“First time logging in it gave me my information, but as soon as I refreshed the screen, it gave me someone else’s info,” one Reddit user said. “Refreshed again and bam! someone else’s info — it’s like roulette.”
Someone else said they logged into the service and then out again quite a few times and that every time they got “full access to a different random person’s credit file.”
TechCrunch reached out to someone else who said they got full access to a random person’s credit report, and they contacted the person on Linkedin “to let him know his data was compromised.”
“The reports are split into two sections: Credit Factors — things like number of accounts, inquiries, utilization; and Credit Reports — personal information like name, address, etc.,” the user said. “The Credit Reports section was my own information, but the Credit Factors section definitely wasn’t. It listed four credit card accounts (I have more like 20 on my report), a missed payment (I’m 100% on time with payments), a Honda auto loan (never had one with Honda), student loan financing (mine are paid off and too old to appear on my report), and cards with an issuer that I have no relationship with (Discover).”
TechCrunch said it saw numerous screenshots of other people’s accounts, and another user said they could see derogatory credit marks even if personal info wasn’t viewable.
A Credit Karma spokesperson said the incident wasn’t a breach but wouldn’t disclose how many customers were affected or how long the issue persisted.
“What our members experienced this morning was a technical malfunction that has now been fixed. There is no evidence of a data breach,” Credit Karma said.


▸ WORK INSTRUCTIONS
Search the entries for the string "element" and give the number of lines that hold it, nothing more.

START DATA

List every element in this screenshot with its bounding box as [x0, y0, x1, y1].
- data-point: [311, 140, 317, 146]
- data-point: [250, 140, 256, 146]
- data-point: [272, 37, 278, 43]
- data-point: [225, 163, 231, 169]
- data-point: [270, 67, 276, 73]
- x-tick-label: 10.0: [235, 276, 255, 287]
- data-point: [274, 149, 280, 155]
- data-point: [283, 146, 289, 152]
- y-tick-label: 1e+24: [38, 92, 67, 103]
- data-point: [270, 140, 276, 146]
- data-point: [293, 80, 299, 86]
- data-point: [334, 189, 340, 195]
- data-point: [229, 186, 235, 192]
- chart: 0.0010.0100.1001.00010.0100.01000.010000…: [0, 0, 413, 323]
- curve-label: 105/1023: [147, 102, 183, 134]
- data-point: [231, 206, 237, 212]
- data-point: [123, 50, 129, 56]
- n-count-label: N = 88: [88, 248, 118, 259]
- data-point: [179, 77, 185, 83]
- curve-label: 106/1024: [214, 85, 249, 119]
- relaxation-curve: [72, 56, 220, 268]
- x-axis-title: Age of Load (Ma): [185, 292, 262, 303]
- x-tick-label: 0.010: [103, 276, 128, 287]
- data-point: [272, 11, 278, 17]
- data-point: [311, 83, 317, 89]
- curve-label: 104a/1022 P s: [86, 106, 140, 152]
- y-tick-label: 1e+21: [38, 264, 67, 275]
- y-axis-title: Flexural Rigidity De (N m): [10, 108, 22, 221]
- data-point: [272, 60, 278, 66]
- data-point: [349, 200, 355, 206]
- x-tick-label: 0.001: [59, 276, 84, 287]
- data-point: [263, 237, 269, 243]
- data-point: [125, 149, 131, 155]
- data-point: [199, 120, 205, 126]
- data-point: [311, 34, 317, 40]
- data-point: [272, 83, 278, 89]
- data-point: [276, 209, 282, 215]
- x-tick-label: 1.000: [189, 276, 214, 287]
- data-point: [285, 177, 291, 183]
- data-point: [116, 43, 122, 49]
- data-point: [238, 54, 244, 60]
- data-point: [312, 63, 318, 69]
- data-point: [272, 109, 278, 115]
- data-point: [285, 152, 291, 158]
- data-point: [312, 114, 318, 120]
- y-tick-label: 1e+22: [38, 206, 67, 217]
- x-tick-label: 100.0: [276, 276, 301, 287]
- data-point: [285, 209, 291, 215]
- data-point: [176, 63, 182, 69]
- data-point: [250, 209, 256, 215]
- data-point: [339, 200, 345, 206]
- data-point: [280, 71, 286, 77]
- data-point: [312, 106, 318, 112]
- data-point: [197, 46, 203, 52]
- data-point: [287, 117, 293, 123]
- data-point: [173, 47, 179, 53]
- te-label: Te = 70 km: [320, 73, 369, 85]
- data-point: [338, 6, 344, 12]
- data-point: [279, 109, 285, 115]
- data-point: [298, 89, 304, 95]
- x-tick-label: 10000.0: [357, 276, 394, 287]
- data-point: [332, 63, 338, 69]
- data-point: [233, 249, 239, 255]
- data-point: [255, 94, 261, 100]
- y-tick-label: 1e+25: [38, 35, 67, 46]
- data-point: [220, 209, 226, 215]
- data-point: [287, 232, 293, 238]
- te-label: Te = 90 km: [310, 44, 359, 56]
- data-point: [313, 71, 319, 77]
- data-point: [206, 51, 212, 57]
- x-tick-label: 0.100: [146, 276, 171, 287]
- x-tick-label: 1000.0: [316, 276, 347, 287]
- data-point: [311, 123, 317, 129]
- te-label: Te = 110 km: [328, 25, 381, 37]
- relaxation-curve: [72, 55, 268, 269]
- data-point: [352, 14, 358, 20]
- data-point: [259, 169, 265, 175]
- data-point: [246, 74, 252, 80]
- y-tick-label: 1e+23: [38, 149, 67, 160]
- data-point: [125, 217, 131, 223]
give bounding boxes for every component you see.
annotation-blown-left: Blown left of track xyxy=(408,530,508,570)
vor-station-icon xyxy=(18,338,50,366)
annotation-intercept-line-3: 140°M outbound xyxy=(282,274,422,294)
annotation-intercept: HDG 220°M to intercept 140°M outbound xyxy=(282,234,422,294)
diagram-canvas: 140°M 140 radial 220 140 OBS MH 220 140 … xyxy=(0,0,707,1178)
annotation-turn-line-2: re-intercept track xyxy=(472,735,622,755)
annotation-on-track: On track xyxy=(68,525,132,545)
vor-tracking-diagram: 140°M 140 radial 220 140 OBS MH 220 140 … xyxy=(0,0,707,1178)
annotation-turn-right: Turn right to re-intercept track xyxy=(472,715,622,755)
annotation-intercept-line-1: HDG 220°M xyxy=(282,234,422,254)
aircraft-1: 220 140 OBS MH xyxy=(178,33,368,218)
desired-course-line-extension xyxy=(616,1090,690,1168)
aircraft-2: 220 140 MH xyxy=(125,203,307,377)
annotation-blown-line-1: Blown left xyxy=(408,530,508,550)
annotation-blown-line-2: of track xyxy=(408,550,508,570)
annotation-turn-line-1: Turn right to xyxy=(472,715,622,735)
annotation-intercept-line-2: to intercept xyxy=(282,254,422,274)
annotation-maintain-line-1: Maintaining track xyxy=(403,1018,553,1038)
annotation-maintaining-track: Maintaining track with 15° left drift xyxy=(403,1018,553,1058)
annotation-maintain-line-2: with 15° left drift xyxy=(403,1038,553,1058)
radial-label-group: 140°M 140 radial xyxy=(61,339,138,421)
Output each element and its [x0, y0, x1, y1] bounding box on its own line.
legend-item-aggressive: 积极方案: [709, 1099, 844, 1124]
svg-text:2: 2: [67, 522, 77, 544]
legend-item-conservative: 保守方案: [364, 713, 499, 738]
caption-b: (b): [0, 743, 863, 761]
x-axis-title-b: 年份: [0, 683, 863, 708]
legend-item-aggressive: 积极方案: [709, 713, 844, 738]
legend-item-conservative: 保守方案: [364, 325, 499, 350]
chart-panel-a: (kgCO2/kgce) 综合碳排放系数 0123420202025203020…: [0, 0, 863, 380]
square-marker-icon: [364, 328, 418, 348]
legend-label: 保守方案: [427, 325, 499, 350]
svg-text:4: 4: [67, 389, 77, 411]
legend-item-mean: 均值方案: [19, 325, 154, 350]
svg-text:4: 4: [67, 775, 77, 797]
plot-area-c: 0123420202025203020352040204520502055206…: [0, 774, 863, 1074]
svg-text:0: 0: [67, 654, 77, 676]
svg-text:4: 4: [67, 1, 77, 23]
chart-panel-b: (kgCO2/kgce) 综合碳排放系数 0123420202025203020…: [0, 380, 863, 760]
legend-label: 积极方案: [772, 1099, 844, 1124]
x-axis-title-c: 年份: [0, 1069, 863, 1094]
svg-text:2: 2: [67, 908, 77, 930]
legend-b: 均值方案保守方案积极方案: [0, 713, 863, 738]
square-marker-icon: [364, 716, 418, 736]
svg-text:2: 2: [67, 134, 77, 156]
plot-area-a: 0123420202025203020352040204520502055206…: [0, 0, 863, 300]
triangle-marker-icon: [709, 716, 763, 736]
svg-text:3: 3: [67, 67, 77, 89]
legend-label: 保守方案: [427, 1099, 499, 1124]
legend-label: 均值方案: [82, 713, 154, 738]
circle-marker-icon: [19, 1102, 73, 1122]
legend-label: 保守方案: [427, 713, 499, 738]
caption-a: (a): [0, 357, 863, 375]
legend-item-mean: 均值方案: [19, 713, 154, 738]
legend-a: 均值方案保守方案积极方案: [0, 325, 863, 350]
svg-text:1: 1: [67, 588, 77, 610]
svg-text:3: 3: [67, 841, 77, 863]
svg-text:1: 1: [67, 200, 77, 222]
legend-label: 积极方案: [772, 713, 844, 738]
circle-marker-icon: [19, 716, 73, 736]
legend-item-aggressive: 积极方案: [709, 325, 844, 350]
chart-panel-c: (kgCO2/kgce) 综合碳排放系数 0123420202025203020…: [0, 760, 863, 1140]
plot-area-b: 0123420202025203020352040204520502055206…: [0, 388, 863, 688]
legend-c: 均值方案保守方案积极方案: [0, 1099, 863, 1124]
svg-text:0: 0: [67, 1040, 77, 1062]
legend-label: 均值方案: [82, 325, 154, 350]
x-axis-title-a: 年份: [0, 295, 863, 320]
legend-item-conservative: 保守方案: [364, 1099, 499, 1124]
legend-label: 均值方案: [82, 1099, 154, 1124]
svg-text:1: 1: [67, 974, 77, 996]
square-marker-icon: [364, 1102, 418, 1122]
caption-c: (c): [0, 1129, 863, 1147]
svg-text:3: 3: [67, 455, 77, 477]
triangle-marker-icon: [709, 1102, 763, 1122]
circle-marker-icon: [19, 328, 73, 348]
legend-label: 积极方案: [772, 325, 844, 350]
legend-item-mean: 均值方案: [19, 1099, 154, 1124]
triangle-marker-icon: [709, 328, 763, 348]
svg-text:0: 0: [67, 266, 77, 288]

END DATA

▸ ANSWER BELOW
2